A Quote by Maneet Chauhan

There is a standing joke in my family that I was born with a ladle in my hand. — © Maneet Chauhan
There is a standing joke in my family that I was born with a ladle in my hand.
One man is born with a silver spoon in his mouth, and the other with a wooden ladle.
If you listen to the Dhamma teachings but don't practice you're like a ladle in a soup pot. The ladle is in the soup pot every day, but it doesn't know the taste of the soup. You must reflect and meditate.
The U.K. and Europe in general seem to be a lot more patient. The U.S. are expecting 'joke joke joke joke joke joke joke.' They don't actually sit and listen to you.
There is a standard joke in the family. Probably we should go into selling second-hand shoes.
When I'm writing columns, it's - all I'm thinking about is jokes, joke, joke, joke, setup, punch line, joke, joke, joke. And I really don't care where it goes.
My encounters with racism are sort of second-hand situations where I might be standing around with a group of white friends and someone makes a comment that they wouldn't make at my family reunion.
I was born in the West Village in New York, and then when I was about four my family moved to what they joke is the suburbs, the Upper West Side. I lived there for most of my childhood.
On the other hand, I think that the family, the traditional family, has a fundamental social role, because it's there that children are born and the investment in children is the greatest investment a country can make. The benefits of this investment go to everyone.
We can't, and we should not, compare sufferings. We come together as a family of God, hand in hand. And then together coming and standing upon the promises of God, knowing that no matter who you are, no matter what you're going through, that God knows it, He is with you, He is going to pull you through.
The family you are born into is by chance and I am fortunate to be born into this family and be connected to some really cool people.
[I]n Africa I was a member of a family—of a sort of family that the people of your culture haven't known for thousands of years. If gorillas were capable of such an expression, they would tell you that their family is like a hand, of which they are the fingers. They are fully aware of being a family but are very little aware of being individuals. Here in the zoo there were other gorillas—but there was no family. Five severed fingers do not make a hand.
Blood is one thing, but that’s not all that goes into family. The family you choose is the family that really matters. They’re the ones who’ll keep you standing.
At bottom the world isn't a joke. We only joke about it to avoid an issue with someone, to let someone know that we know he's there with his questions; to disarm him by seeming to have heard and done justice to his side of the standing argument.
When I was governor, if I told a joke in front of the press - I learned. I would go, "That was a joke, joke, joke," and I'd say it three times.
I was born in a house where my family lived for 300 years. I was born in the home where my grandfather was born in.
I could have been born into any family. I was fortunate that I was born to an artist as extraordinary as Picasso, and Picasso turned out to be the family business.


▸ How to complete this task
Copy out every line from the records that includes "rock".

(Figure collection entries)
- - -

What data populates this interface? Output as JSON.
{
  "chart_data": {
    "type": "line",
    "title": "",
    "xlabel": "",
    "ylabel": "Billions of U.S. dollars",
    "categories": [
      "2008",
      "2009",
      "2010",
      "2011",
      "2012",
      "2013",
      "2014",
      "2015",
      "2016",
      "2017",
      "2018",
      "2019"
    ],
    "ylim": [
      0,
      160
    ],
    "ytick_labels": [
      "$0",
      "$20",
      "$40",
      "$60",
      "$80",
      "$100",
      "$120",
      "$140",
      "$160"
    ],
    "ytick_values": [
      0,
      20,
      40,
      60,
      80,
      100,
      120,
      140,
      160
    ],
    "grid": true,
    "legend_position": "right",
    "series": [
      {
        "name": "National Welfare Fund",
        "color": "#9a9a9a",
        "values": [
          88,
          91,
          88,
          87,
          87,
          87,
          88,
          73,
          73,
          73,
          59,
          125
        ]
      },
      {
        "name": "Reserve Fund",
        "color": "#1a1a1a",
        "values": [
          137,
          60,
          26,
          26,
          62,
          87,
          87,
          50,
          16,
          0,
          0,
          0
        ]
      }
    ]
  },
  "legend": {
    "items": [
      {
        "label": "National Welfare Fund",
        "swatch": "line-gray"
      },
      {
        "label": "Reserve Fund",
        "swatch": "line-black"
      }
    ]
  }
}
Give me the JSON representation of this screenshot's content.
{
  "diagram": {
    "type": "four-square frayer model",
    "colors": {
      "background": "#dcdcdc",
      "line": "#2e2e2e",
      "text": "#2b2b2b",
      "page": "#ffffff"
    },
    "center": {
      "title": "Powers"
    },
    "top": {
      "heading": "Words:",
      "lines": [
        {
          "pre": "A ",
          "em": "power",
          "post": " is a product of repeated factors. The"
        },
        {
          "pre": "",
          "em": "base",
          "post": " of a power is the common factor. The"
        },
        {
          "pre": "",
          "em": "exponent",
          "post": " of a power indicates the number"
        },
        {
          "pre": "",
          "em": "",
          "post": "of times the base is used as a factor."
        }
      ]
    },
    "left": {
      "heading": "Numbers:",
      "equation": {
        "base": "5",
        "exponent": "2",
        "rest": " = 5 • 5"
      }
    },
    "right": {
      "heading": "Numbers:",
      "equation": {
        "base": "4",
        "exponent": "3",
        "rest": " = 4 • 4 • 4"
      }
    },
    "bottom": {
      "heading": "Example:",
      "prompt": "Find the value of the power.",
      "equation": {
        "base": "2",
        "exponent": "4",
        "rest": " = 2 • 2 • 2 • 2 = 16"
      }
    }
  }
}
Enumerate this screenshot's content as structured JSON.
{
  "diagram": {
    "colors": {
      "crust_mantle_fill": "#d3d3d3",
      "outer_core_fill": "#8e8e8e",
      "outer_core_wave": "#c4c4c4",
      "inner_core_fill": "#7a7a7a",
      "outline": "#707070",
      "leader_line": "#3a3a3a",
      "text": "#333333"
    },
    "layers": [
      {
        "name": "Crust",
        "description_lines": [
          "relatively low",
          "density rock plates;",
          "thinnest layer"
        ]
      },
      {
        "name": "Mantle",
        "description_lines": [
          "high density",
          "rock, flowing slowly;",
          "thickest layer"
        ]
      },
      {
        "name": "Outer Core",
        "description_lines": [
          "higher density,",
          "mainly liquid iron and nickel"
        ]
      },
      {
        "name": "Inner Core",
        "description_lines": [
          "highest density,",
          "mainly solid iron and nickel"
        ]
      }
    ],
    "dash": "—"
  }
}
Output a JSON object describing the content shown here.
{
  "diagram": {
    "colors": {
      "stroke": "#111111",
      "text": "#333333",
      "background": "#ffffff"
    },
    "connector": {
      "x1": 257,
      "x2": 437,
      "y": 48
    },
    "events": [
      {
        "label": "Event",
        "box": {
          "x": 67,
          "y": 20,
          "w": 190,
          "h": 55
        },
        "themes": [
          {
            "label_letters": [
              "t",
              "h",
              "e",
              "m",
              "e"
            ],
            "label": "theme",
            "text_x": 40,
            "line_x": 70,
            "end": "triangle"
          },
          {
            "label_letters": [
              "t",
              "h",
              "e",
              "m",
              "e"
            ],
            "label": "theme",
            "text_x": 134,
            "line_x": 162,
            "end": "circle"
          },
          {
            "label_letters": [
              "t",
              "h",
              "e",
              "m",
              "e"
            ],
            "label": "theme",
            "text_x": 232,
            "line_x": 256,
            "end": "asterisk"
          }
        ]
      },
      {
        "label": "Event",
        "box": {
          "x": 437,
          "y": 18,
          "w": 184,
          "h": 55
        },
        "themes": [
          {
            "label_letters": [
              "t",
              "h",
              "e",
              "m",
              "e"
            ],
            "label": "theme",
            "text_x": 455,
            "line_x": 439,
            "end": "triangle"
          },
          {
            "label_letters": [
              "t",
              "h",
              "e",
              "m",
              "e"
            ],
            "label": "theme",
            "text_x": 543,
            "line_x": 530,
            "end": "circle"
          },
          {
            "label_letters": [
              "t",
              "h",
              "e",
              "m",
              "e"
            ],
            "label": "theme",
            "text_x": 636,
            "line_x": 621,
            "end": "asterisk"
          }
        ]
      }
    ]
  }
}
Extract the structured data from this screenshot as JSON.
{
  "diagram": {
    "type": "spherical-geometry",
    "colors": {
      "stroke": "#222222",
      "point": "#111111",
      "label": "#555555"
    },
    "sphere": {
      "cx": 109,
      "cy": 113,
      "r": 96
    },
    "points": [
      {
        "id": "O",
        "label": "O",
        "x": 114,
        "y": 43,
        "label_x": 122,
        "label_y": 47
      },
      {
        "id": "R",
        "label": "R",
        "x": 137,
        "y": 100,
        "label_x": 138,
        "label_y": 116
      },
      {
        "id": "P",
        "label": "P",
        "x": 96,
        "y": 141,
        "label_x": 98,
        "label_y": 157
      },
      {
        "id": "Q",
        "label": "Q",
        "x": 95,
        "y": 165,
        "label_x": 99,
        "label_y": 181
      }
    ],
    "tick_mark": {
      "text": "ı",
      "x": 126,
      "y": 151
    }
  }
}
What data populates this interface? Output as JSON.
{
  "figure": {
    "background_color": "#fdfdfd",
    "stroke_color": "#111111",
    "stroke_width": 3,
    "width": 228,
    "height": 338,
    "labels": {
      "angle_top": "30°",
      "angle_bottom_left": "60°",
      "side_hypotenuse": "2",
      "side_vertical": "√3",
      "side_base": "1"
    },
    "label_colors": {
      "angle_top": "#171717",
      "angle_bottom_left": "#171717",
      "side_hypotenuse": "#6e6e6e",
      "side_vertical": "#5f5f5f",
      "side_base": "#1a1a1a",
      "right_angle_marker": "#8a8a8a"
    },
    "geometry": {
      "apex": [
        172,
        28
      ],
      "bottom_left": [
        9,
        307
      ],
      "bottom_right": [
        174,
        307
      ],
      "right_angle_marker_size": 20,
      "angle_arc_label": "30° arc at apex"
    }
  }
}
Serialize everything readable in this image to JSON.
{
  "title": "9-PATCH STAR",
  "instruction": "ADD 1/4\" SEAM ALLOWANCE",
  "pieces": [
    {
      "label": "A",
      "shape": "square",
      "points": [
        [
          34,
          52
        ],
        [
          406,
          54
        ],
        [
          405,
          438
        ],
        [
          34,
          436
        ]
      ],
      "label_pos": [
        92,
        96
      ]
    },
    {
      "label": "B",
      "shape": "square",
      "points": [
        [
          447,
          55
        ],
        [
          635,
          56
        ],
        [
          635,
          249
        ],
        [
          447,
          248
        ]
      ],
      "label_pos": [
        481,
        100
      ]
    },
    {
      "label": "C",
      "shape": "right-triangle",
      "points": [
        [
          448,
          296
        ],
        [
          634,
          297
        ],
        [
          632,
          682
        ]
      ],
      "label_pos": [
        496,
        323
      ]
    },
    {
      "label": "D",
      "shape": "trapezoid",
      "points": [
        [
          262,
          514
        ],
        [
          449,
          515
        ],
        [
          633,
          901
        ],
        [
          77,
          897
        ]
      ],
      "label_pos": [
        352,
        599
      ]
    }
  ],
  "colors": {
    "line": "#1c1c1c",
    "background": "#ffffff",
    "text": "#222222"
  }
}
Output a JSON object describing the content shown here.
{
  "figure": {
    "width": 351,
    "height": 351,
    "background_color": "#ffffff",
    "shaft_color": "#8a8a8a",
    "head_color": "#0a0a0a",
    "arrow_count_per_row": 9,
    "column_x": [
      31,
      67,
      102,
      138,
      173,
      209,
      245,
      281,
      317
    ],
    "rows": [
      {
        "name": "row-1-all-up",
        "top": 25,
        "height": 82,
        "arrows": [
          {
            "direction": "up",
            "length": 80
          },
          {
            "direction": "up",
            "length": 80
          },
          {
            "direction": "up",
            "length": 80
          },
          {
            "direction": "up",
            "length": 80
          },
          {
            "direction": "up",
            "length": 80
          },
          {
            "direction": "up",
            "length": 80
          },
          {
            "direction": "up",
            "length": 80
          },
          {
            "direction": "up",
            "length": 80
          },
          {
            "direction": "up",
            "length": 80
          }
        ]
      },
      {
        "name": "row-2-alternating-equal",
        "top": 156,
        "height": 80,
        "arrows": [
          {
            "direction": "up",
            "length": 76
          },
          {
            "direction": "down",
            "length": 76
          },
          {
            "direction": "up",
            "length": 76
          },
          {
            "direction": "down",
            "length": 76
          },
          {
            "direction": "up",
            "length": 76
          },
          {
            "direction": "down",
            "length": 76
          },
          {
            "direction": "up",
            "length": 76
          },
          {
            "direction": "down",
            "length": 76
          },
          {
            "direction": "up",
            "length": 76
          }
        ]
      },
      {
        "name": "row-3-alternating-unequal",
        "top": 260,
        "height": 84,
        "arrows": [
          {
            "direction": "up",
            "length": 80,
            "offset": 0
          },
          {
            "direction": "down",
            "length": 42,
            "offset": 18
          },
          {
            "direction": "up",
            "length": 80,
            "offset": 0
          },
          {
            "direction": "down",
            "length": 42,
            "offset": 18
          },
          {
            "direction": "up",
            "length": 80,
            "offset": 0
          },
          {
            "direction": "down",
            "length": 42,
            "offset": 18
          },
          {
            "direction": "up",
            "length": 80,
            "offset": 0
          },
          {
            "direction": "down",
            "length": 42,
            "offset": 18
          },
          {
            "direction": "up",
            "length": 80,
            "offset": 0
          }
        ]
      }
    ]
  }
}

- - -

▸ Exercise result
          "density rock plates;",
          "rock, flowing slowly;",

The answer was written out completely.